Exercise for complex preposition



Test your English preposition prowess by filling in the gaps in the following sentences with an appropriate word:
1. With respect ____ your order of 03/05/06, we regret to inform you that this book is no longer in print.

2. _____ reference to the question of overtime, the board of directors have decided that they cannot change their decision.

3. The company make a record profit last year thanks ____ increased exports to China.

4. I am going to tell him what I think of him regardless _____ the consequences.

5. Prior ____ their merger, we never had any problems with that supplier.

6. There will be restrictions on the water supply owing ____ the prolonged drought.

7. I’m afraid that Ms. Simms is _____ of the office at the moment.

8. On _____ of the pollution problem it is also almost impossible to find somewhere to park.

9. May I thank you on _________ of the entire committee?
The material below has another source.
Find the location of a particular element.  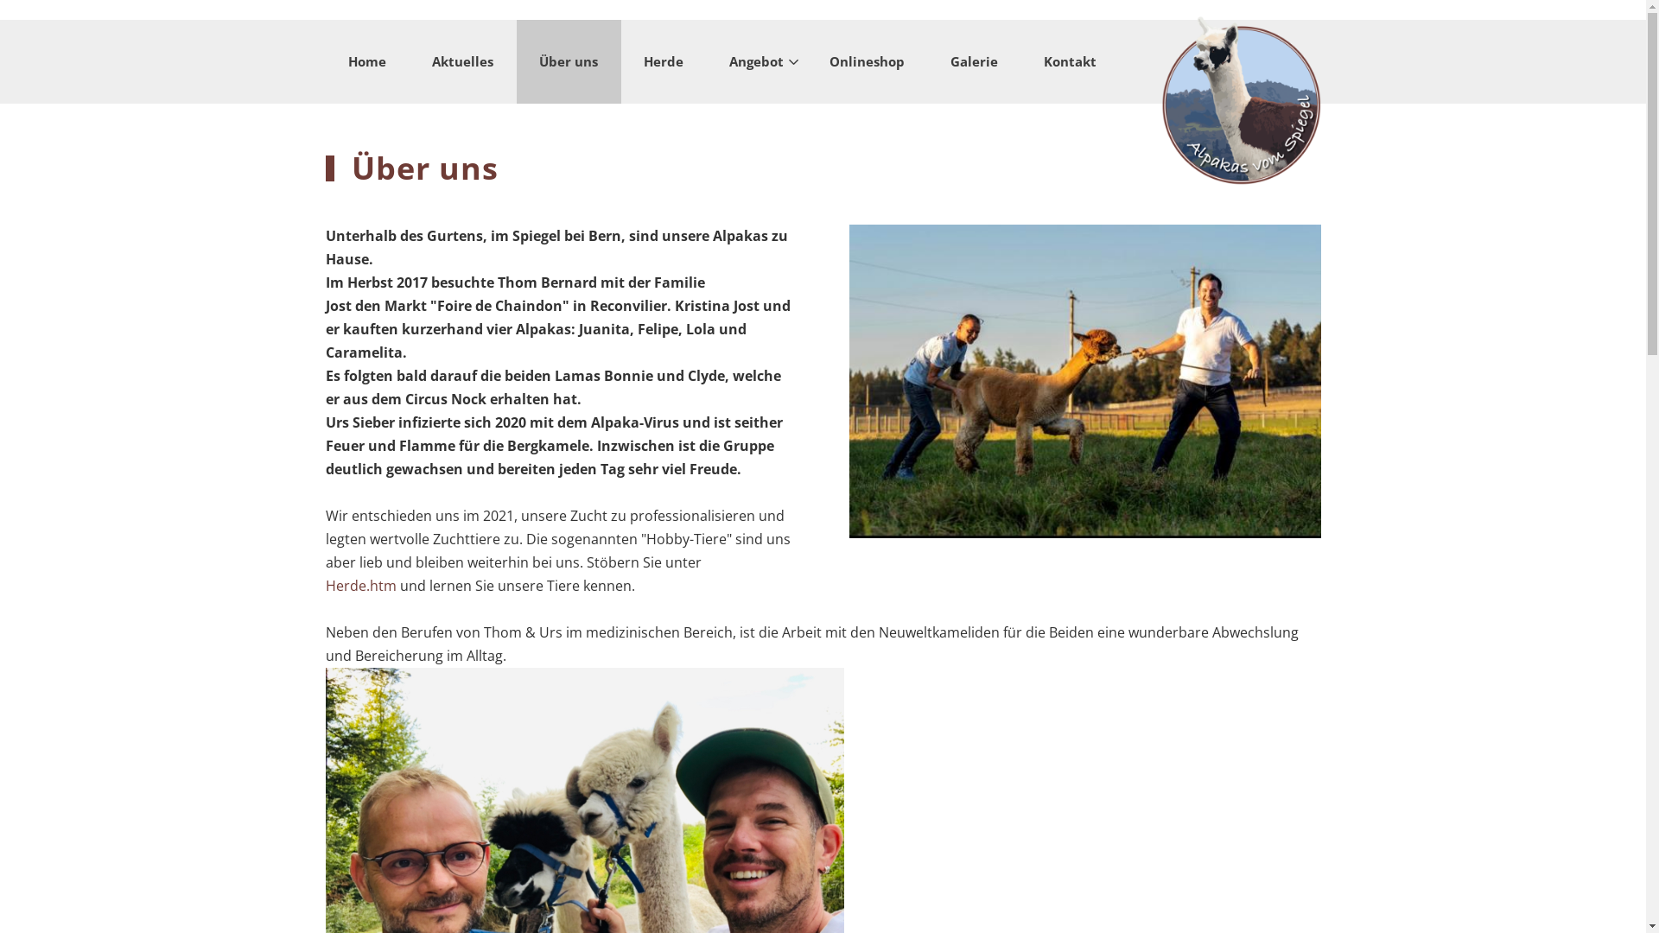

We are really grateful for your hard work.

10. Who’s this standing ______ to your sister in this photo?

11. Could I have a cup of tea instead _____ the coffee?

12. ____ terms of the weather, you couldn’t choose a better resort.

13. We loved our holiday in Cork in _______ of the rain.

14. What’s the boss’s opinion in relation ____ the cutbacks?

15. In regard ____ your letter of the 15th, congratulations!

16. The company’s results are in ______ with the stock markets expectations.

17. Jenny, you stand in front ____ your father and Bobby, you go on the left.

18. They’re organizing a concert in _____ of the Somali drought victims.

19. In ___________ with his wishes, his ashes were sprinkled into the Irish Sea.

20. Every member of my old class came, except _____ Eric.

21. My train arrived three quarters of an hour late due ____ ‘leaves on the line’.

22. I was reluctant to go but _________ to my expectations, the concert was rather good.

23. He told an anecdote about the first time he met Ian by ____ of an introduction to Ian’s speech.

24. She explained my dietary needs by ______ of sign language and mime.

25. Her head hurt ________ of the smoke and the noise.

26. The boss was asking for you while you were _______ from your desk.

27. As regards _____ your chances of promotion, I wouldn’t get your hopes up.

28. Apart _____ the insipid food, the hotel was very good.

29. As ____ Jackie, she’s now working in a travel agency.

30. According ____ Philip, Desmond and Denise are getting married in the summer.

Complex Preposition

A complex preposition is a word group (such as "along with" or "on account of") that functions like an ordinary one-word preposition.
Complex prepositions can be divided into two groups:
  • two-word units (a word + a simple preposition), such as apart from (also known as compound prepositions)
  • three-word units (a simple preposition + a noun + a simple preposition), such as by means of (also known as phrasal prepositions).
  • Examples of Complex Prepositions in English

    according to
    ahead of
    along with
    apart from
    as for
    as well as
    aside from
    away from
    because of
    but for
    by means of
    by virtue of
    by way of
    close to
    contrary to
    due to
    except for
    far from
    for lack of
    in accordance with
    in addition to
    in back of
    in between
    in (the) case of
    in charge of
    in exchange for
    in front of
    in light of
    in line with
    in place of
    in (the) process of
    in regard to
    inside of
    in spite of
    instead of
    in view of
    near to
    next to
    on account of
    on behalf of
    on top of
    out of
    outside of
    owing to
    prior to
    subsequent to
    such as
    thanks to
    together with
    up against
    up to
    up until
    with respect to

Tenses chart

Chart for tenses and their types with examples.